Most US states are single party consent. https://recordinglaw.com/united-states-recording-laws/one-party-consent-states/
Most US states are single party consent. https://recordinglaw.com/united-states-recording-laws/one-party-consent-states/
XML sucks- gradle was a groovy DSL which was very concise and easy, it was quite nice!
I wrote Java and jvm languages for a long time. Mostly a good experience. Maven and later gradle, groovy and spring boot really made it more fun to use. Spock is still my favorite testing framework. These days it’s all python and node for me though- but using those languages and their popular libs really shows how much better dependency management and testing was in the Java ecosystem even 10 years ago.
Thanks!!
Yeah I’m familiar with server- I was asking if you were using official client apps or third party.
Is it called “jellyfin” like the server or is it another app?
Jellyfin have native apps that are any good? I use plex heavily on ps5, appleTV, iOS, and people’s random smart TVs, all of which have really good first class apps. I also support users that are not technically inclined, so they would need to be able to just install and app and log in.
https://www.localstack.cloud/ emulates a bunch of the aws services, perfect for local testing.
No that’s really not possible. I’d recommend tossing the similar ones after you pick the “best”.
You can get gigabit over 5e, you don’t need super expensive cables. That said I ran cat 6 through my whole house and am able to fully saturate the bus, about 115 MBps (920 Mbps) which accounts for the TCP overhead. I haven’t tried 2/5/10G on it bull I’ll probably upgrade in a few years, I don’t expect to have much trouble getting good speeds. Your biggest issue was you might not have had all the cable pairs in your wire, or your cables ends might have been crusty, or you could have had bad kinks in the wire causing packet loss, or some real absolute trash quality wire. In general, 5e and 6 are plenty for most people/situations to get good speeds (1Gb+)
In our case cloud is fine, as long as it’s within our security boundary- so that means external SaS is out, but hosted within our cloud is fine. I’m still not super excited about the prospect of managing and maintaining it though :/ We’re going down this path because AWS is killing code commit and other pipeline stuff, which sucks because even though other tools are better, code commit was fedRamped and from the same vendor.
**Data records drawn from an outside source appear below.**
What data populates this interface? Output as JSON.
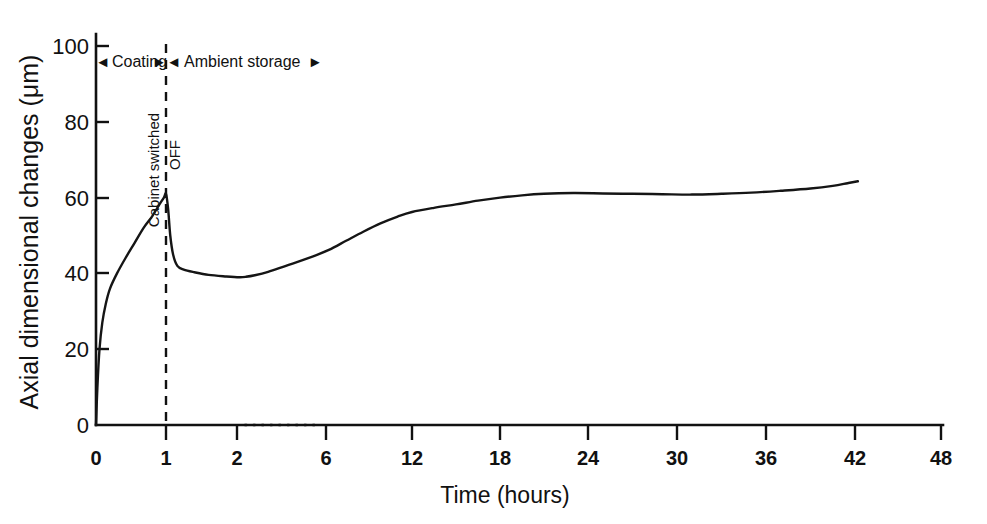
{
  "chart_data": {
    "type": "line",
    "title": "",
    "xlabel": "Time (hours)",
    "ylabel": "Axial dimensional changes (μm)",
    "xlim": [
      0,
      48
    ],
    "ylim": [
      0,
      100
    ],
    "grid": false,
    "legend": "none",
    "x_ticks": [
      "0",
      "1",
      "2",
      "6",
      "12",
      "18",
      "24",
      "30",
      "36",
      "42",
      "48"
    ],
    "x_tick_values": [
      0,
      1,
      2,
      6,
      12,
      18,
      24,
      30,
      36,
      42,
      48
    ],
    "y_ticks": [
      "0",
      "20",
      "40",
      "60",
      "80",
      "100"
    ],
    "y_tick_values": [
      0,
      20,
      40,
      60,
      80,
      100
    ],
    "axis_break": {
      "between": [
        2,
        6
      ],
      "style": "dotted"
    },
    "series": [
      {
        "name": "Axial dimensional change",
        "points": [
          [
            0.0,
            0
          ],
          [
            0.02,
            10
          ],
          [
            0.05,
            20
          ],
          [
            0.09,
            27
          ],
          [
            0.14,
            32
          ],
          [
            0.2,
            36
          ],
          [
            0.3,
            40
          ],
          [
            0.42,
            44
          ],
          [
            0.55,
            48
          ],
          [
            0.68,
            52
          ],
          [
            0.8,
            55
          ],
          [
            0.9,
            58
          ],
          [
            0.97,
            60
          ],
          [
            1.0,
            61
          ],
          [
            1.03,
            57
          ],
          [
            1.06,
            50
          ],
          [
            1.1,
            45
          ],
          [
            1.16,
            42
          ],
          [
            1.25,
            41
          ],
          [
            1.4,
            40.3
          ],
          [
            1.6,
            39.6
          ],
          [
            1.85,
            39.2
          ],
          [
            2.1,
            39.0
          ],
          [
            2.4,
            39.1
          ],
          [
            2.8,
            39.5
          ],
          [
            3.4,
            40.4
          ],
          [
            4.2,
            42.0
          ],
          [
            5.2,
            44.0
          ],
          [
            6.2,
            46.2
          ],
          [
            7.4,
            48.6
          ],
          [
            8.6,
            51.0
          ],
          [
            9.8,
            53.2
          ],
          [
            11.0,
            55.0
          ],
          [
            12.0,
            56.2
          ],
          [
            13.5,
            57.3
          ],
          [
            15.0,
            58.2
          ],
          [
            16.5,
            59.2
          ],
          [
            18.0,
            60.0
          ],
          [
            19.5,
            60.6
          ],
          [
            21.0,
            61.0
          ],
          [
            23.0,
            61.2
          ],
          [
            25.0,
            61.1
          ],
          [
            27.0,
            61.0
          ],
          [
            29.0,
            60.9
          ],
          [
            31.0,
            60.8
          ],
          [
            33.0,
            61.0
          ],
          [
            35.0,
            61.3
          ],
          [
            37.0,
            61.8
          ],
          [
            39.0,
            62.4
          ],
          [
            40.5,
            63.1
          ],
          [
            41.5,
            63.8
          ],
          [
            42.2,
            64.3
          ]
        ]
      }
    ],
    "annotations": [
      {
        "id": "phase-coating",
        "text": "Coating",
        "from_x": 0,
        "to_x": 1,
        "at_y": 96,
        "arrows": "both"
      },
      {
        "id": "phase-ambient",
        "text": "Ambient storage",
        "from_x": 1,
        "to_x": 13.5,
        "at_y": 96,
        "arrows": "both"
      },
      {
        "id": "event-cabinet",
        "text_line_1": "Cabinet switched",
        "text_line_2": "OFF",
        "at_x": 1,
        "style": "dashed vertical line"
      }
    ]
  },
  "figure": {
    "y_axis_title": "Axial dimensional changes (μm)",
    "x_axis_title": "Time (hours)",
    "phase_coating_label": "Coating",
    "phase_ambient_label": "Ambient storage",
    "event_label_line1": "Cabinet switched",
    "event_label_line2": "OFF",
    "arrow_left_glyph": "◂",
    "arrow_right_glyph": "▸",
    "colors": {
      "ink": "#111111",
      "curve": "#151515",
      "background": "#ffffff"
    }
  }
}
Redundancy is your best option regardless- that said, when those western digital easy-stores go on sale, I like to grab them for offline storage. Something like rsync every couple of months and you have a decent second copy of your data to keep on a shelf. The $/Gig was hard to beat, I haven’t gotten any in a year or two, but there were sales to get the drives with enclosures for like $130 for 8TB. At the time, that was far less than I was paying for internal NAS drives. Since it’s not a daily driver, you don’t need super high runtime or performance.
Yeah they’re similar in several ways
I’ve been a fan of git-flow for a long time. It makes the master consistently stable and production ready, gives mechanisms for hotfixing, patching, releasing, tagging, and regular feature dev with a running develop branch. This tends to be more stable than Wild West commits into dev direct, since you work on a feature in isolation, and then merge the feature in when it’s ready, and keeps prod in its own lane so there’s no risk of a feature accidentally nuking something.
What a fucking knob
Man I use IntelliJ for:
Support for most of this stuff is just built in, and a few plugs for the rest. In-line embedded sql execution, best git merge tools, everything has customizable key commands… it goes on and on. The amount of config and plugs this requires in other tools is insane.
Fuck vs code, jetbrains all the way!
Just another thing to consider: the codec the video is encoded with matters, h.265 is gonna need a lot more beef than h.264 or mp4.
We can only hope
Right and what I was saying was even if it wasnt “public”, single party consent means the person recording can be that single party- so still a non-issue.